Stories indexed with the term ‘football scandal’

Column: No Happy Ending at Ohio State

John U. Bacon

John U. Bacon

The Jim Tressel era at Ohio State started on Thursday, Jan. 18, 2001.

The Buckeyes happened to have a basketball game that night against Michigan, so it was a good opportunity to introduce their new football coach. When Tressel stood up to speak, he knew exactly what they wanted.

He was hired on the heels of John Cooper, whose record at Ohio State was second only to that of Woody Hayes. But in 13 seasons, Cooper’s teams lost to Michigan a stunning ten times. Can’t do that. And you can’t say, “It’s just another game,” either – which might have been his biggest mistake.

Knowing all this, Tressel told the crowd, “I can assure you that you will be proud of your young people in the classroom, in the community, and most especially in 310 days in Ann Arbor, Michigan, on the football field.”

The place went crazy. “At last,” they said, “somebody gets it!” [Full Story]

In the Archives: A Michigan Football Memory

joy miller football scandal michigan

Ypsilanti Daily Press of Dec. 29, 1909

Editor’s note: The game of football is a big deal at the University of Michigan. Recent media interest in the departure of UM head coach Rich Rodriguez is proof of that. And as local history columnist Laura Bien illustrates this week, it’s been that way for at least a hundred years.

The teenager turned up on a Walla Walla fruit farm, his memory gone.

The cheers of the football crowds had faded away. The jokes and camaraderie of the frat brothers were forgotten. When James Joy Miller’s father traveled across the country in the spring of 1910 to claim his vanished son, his son did not recognize him.

A news story from Washington state, printed in the March 24, 1910 Ypsilanti Press, said “James G. Miller of Detroit, father of James Joy Miller, ex-Michigan football captain and star player of last season, arrived here but failed to be recognized by his son. The meeting was most affecting, and Miller senior was unable to account for the strange situation which has overtaken his son.”

Miller had been a ranch hand on a nearby fruit farm for two months, said the story, migrating there from Montreal after fleeing Michigan. “He has no recollection,” said the paper, “of his former surroundings, declares he has never seen a game of football and says he cannot remember what his father or his sweetheart look like, though his father sat before him.”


# [What you should do]
Your job is to return each record exactly, minus any pictures.

── Task input

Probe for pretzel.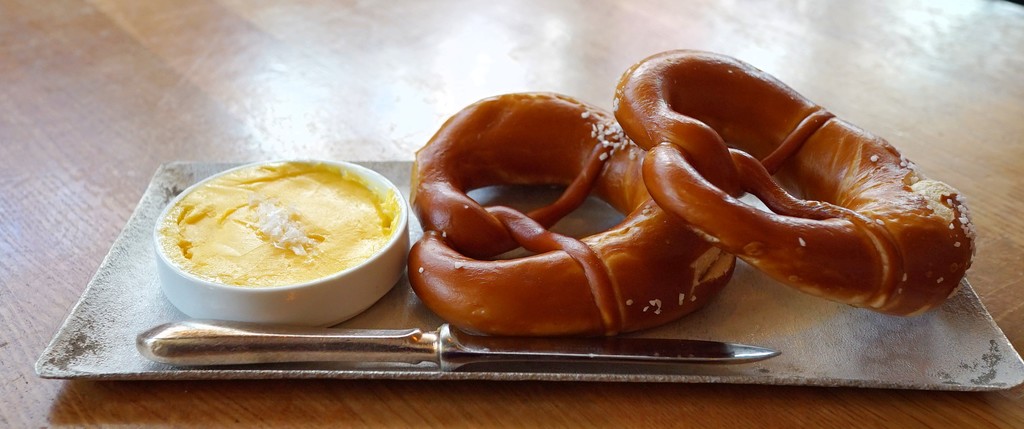
Probe result: (left=609, top=46, right=980, bottom=316).
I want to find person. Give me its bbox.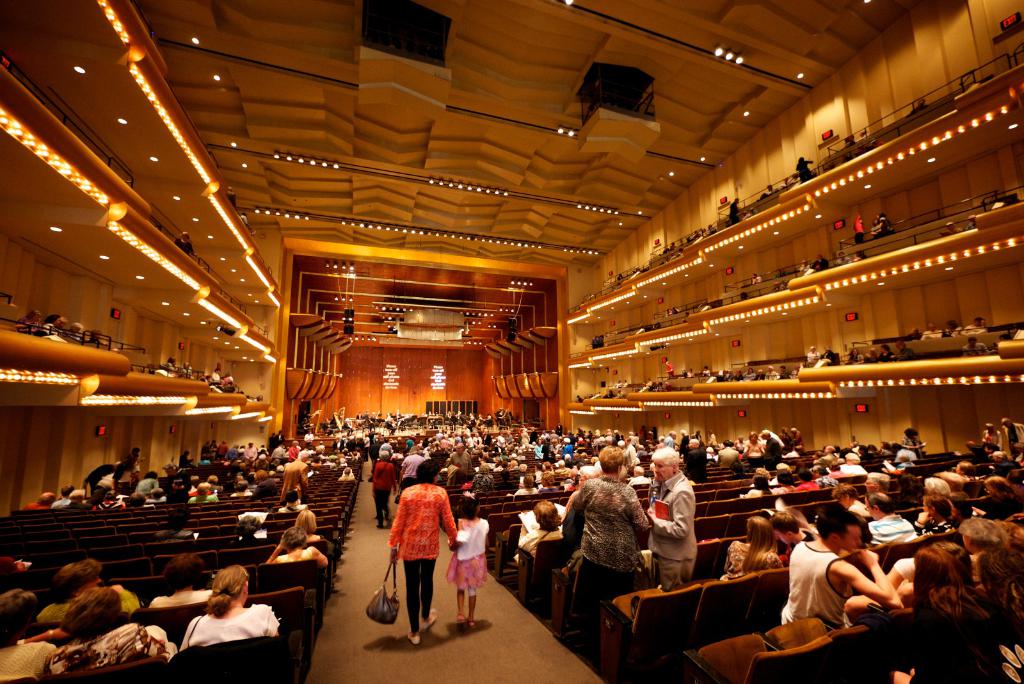
locate(188, 472, 209, 497).
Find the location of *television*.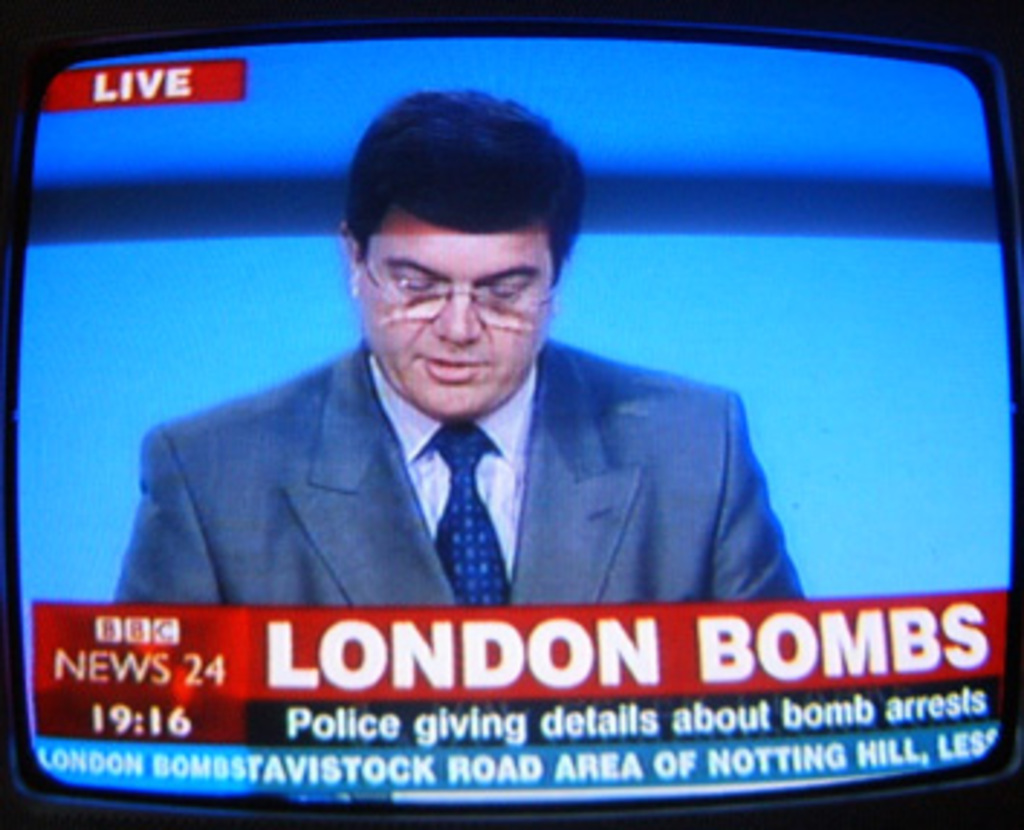
Location: crop(3, 3, 1021, 827).
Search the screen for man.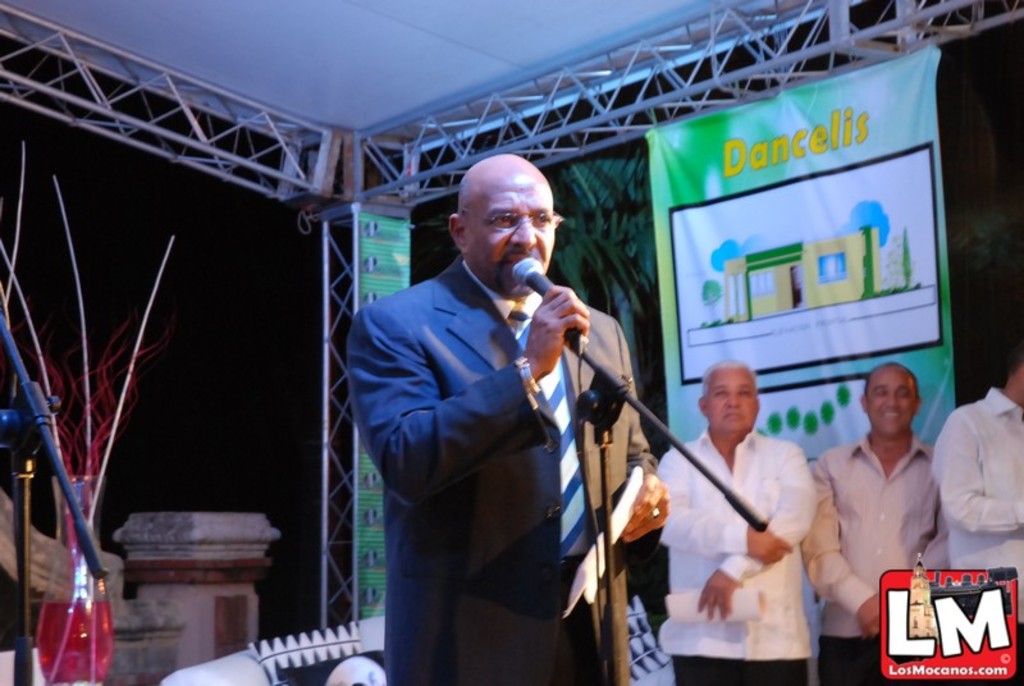
Found at box(657, 360, 820, 685).
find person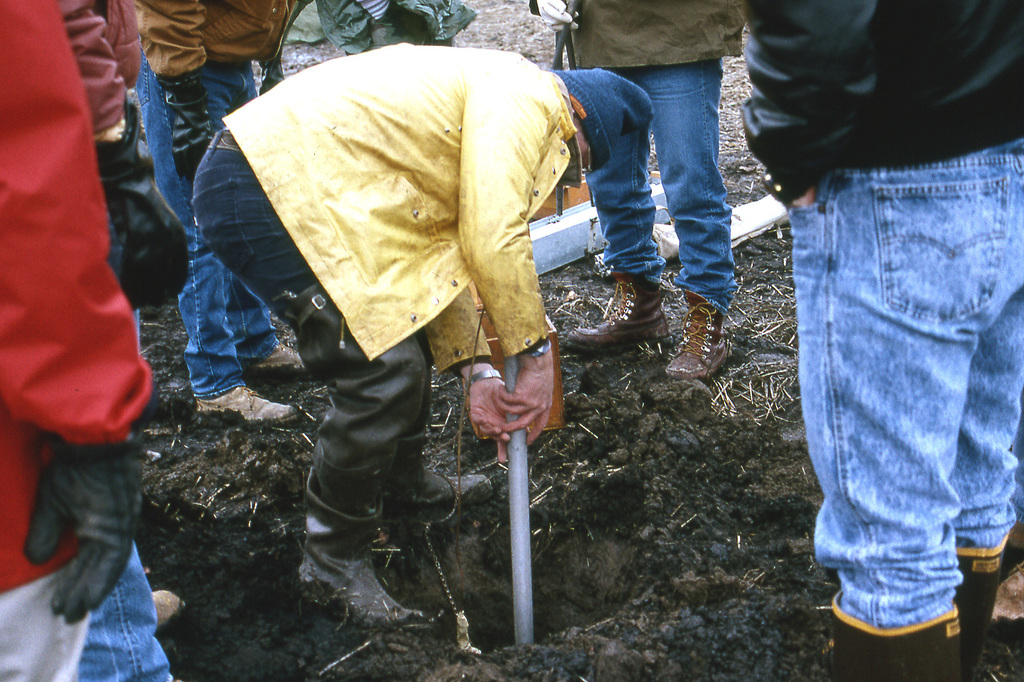
bbox=[190, 44, 653, 624]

────

# [Solved problem]
Probe for pretzel.
Probe result: (left=609, top=46, right=980, bottom=316).
I want to find person. Give me its bbox.
locate(188, 472, 209, 497).
Find the location of *television*.
Location: crop(3, 3, 1021, 827).
Search the screen for man.
Found at box(657, 360, 820, 685).
find person
bbox=[190, 44, 653, 624]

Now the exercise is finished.